I totally see that this is about her and not him. But let me speak to that. What is her interests? Her primary stated goal is to reconcile in her marriage. To get closer to that stated goal, it won't help (in my opinion) to reinforce any notion that he is being punished, as it will only make reconciliation more difficult.

It certainly DOES sound like I'm proposing she be just a doormat to be walked over. But that's not what I'm suggesting. This man is carrying two lives, yes. However, he is not physically abusive, and as far as I know does not have a drug/alcohol problem. They live separate, but her home is open to him to come home permanently. Since she has not in direct words (as far as I know anyways) told him to his face that his actions of communicating with her and doing things for her in her home tears her up inside and hurts her terribly, I would definitely advise giving this a chance to work first before going to that extreme.

Yes, PL, you definitely established the boundary early on. You told him to take all the stuff that had anything to do with her with him when he moved out and told him that he was not welcome communicating with her in the home. Nothing wrong with that. But that was all it was--established rule. NOW, as the case is currently, he has violated that established rule and I would strongly recommend you tell him how it makes you FEEL rather than telling him that he's crossed the line. He may get defensive (probably will) because he will probably be indignant saying he hasn't done so. Let that deflect off you and don't react. Just say, that regardless, it completely turns you into a wreck and hurts you deeply.

He may think more strongly and longer next time before he does. IF that doesn't seem to reinforce that boundary, I'd THEN consider something more drastic to protect yourself.

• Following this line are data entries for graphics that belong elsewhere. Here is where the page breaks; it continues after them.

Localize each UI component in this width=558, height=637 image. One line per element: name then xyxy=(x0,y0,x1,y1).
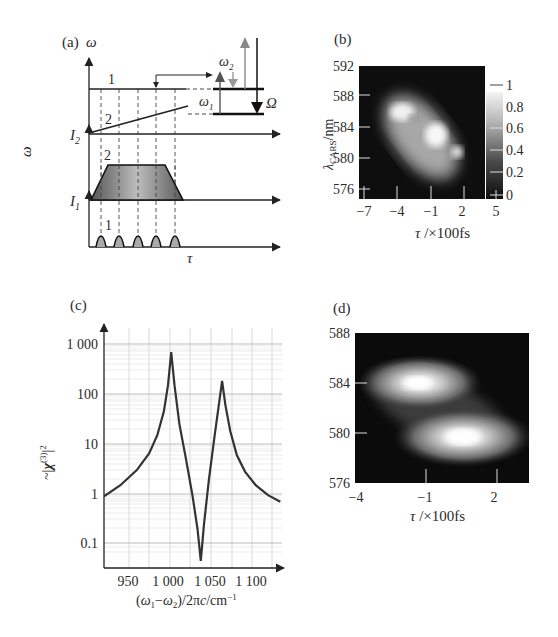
figure: (a) ω ω I2 I1 τ 1 2 xyxy=(0,0,558,637)
heatmap-b-xlabel: τ /×100fs xyxy=(415,225,470,241)
svg-text:2: 2 xyxy=(491,490,498,505)
i1-label: I1 xyxy=(69,193,80,212)
panel-a-label: (a) xyxy=(62,34,79,51)
svg-text:0.2: 0.2 xyxy=(506,165,524,180)
svg-text:2: 2 xyxy=(459,204,466,219)
heatmap-d-yticks: 588 584 580 576 xyxy=(329,326,350,491)
svg-text:588: 588 xyxy=(329,326,350,341)
tau-label: τ xyxy=(187,250,193,266)
beam2-intensity-pulse xyxy=(91,165,183,200)
heatmap-d-xticks: −4 −1 2 xyxy=(349,490,498,505)
svg-text:0.6: 0.6 xyxy=(506,121,524,136)
svg-text:950: 950 xyxy=(118,574,139,589)
colorbar xyxy=(486,92,503,199)
heatmap-b-xticks: −7 −4 −1 2 5 xyxy=(357,204,500,219)
omega1-label: ω1 xyxy=(199,94,213,112)
svg-text:1 000: 1 000 xyxy=(152,574,184,589)
panel-a: (a) ω ω I2 I1 τ 1 2 xyxy=(18,34,280,266)
svg-text:−4: −4 xyxy=(349,490,364,505)
colorbar-ticks: 1 0.8 0.6 0.4 0.2 0 xyxy=(506,78,524,203)
chi-ylabel: ~|χ(3)|2 xyxy=(38,445,55,480)
Omega-label: Ω xyxy=(266,95,277,111)
svg-text:584: 584 xyxy=(333,120,354,135)
panel-c: (c) 1 000 100 10 xyxy=(38,297,284,610)
trapezoid-label: 2 xyxy=(104,148,111,163)
svg-text:−1: −1 xyxy=(424,204,439,219)
probe-timing-arrow xyxy=(156,75,210,87)
svg-text:0.4: 0.4 xyxy=(506,143,524,158)
svg-text:1: 1 xyxy=(91,487,98,502)
beam1-label: 1 xyxy=(108,72,115,87)
heatmap-b-ylabel: λCARS/nm xyxy=(321,119,338,171)
svg-text:584: 584 xyxy=(329,376,350,391)
chi-yticks: 1 000 100 10 1 0.1 xyxy=(67,337,99,551)
panel-c-label: (c) xyxy=(70,297,87,314)
svg-text:1 050: 1 050 xyxy=(194,574,226,589)
panel-d: (d) 588 584 580 576 −4 −1 2 τ /×100fs xyxy=(329,300,533,524)
panel-b-label: (b) xyxy=(334,31,352,48)
svg-text:1: 1 xyxy=(506,78,513,93)
beam1-pulse-train xyxy=(96,236,180,247)
anti-stokes-arrowhead xyxy=(251,102,263,114)
svg-text:0.1: 0.1 xyxy=(81,536,99,551)
omega2-arrowhead xyxy=(228,79,238,88)
probe-arrowhead xyxy=(240,37,250,48)
panel-d-label: (d) xyxy=(333,300,351,317)
svg-text:−4: −4 xyxy=(390,204,405,219)
svg-text:580: 580 xyxy=(329,426,350,441)
omega-side-label: ω xyxy=(18,146,34,157)
heatmap-b-yticks: 592 588 584 580 576 xyxy=(333,59,354,197)
probe-timing-arrowhead-down xyxy=(153,82,159,88)
probe-timing-arrowhead-right xyxy=(206,72,213,78)
omega1-arrowhead xyxy=(215,71,225,82)
heatmap-d-xlabel: τ /×100fs xyxy=(410,508,465,524)
svg-text:5: 5 xyxy=(493,204,500,219)
svg-text:588: 588 xyxy=(333,89,354,104)
svg-text:−1: −1 xyxy=(418,490,433,505)
raman-xlabel: (ω1−ω2)/2πc/cm−1 xyxy=(136,592,237,610)
svg-text:576: 576 xyxy=(329,476,350,491)
svg-text:0: 0 xyxy=(506,188,513,203)
chi3-spectrum-curve xyxy=(104,352,280,561)
svg-text:0.8: 0.8 xyxy=(506,100,524,115)
beam2-chirp-line xyxy=(89,106,188,133)
panel-b: (b) 592 588 584 580 576 −7 −4 −1 2 5 xyxy=(321,31,524,241)
omega2-label: ω2 xyxy=(219,54,234,72)
svg-text:−7: −7 xyxy=(357,204,372,219)
i2-label: I2 xyxy=(69,127,80,146)
svg-text:100: 100 xyxy=(77,387,98,402)
svg-text:10: 10 xyxy=(84,437,98,452)
pulse-train-label: 1 xyxy=(105,218,112,233)
svg-text:576: 576 xyxy=(333,182,354,197)
omega-axis-label: ω xyxy=(86,34,97,50)
svg-text:1 100: 1 100 xyxy=(235,574,267,589)
svg-text:592: 592 xyxy=(333,59,354,74)
raman-xticks: 950 1 000 1 050 1 100 xyxy=(118,574,267,589)
grid-c xyxy=(104,328,282,568)
beam2-label: 2 xyxy=(105,112,112,127)
svg-text:1 000: 1 000 xyxy=(67,337,99,352)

Changing the keys seems so harsh to me. To me, you change your keys after you've had your keys stolen or you have a relationship actually END. I would agree that one can draw metaphors here to both those scenarios, but I truly believe that one can achieve the same or better results without resorting to such harsh measures.

Anyways...I appreciate your further thoughts OT. I'm not sold on them but you helped. I think I'd like to hear from PL first before I go further because I am starting to see lots of my own fixed assumptions creeping into the mix.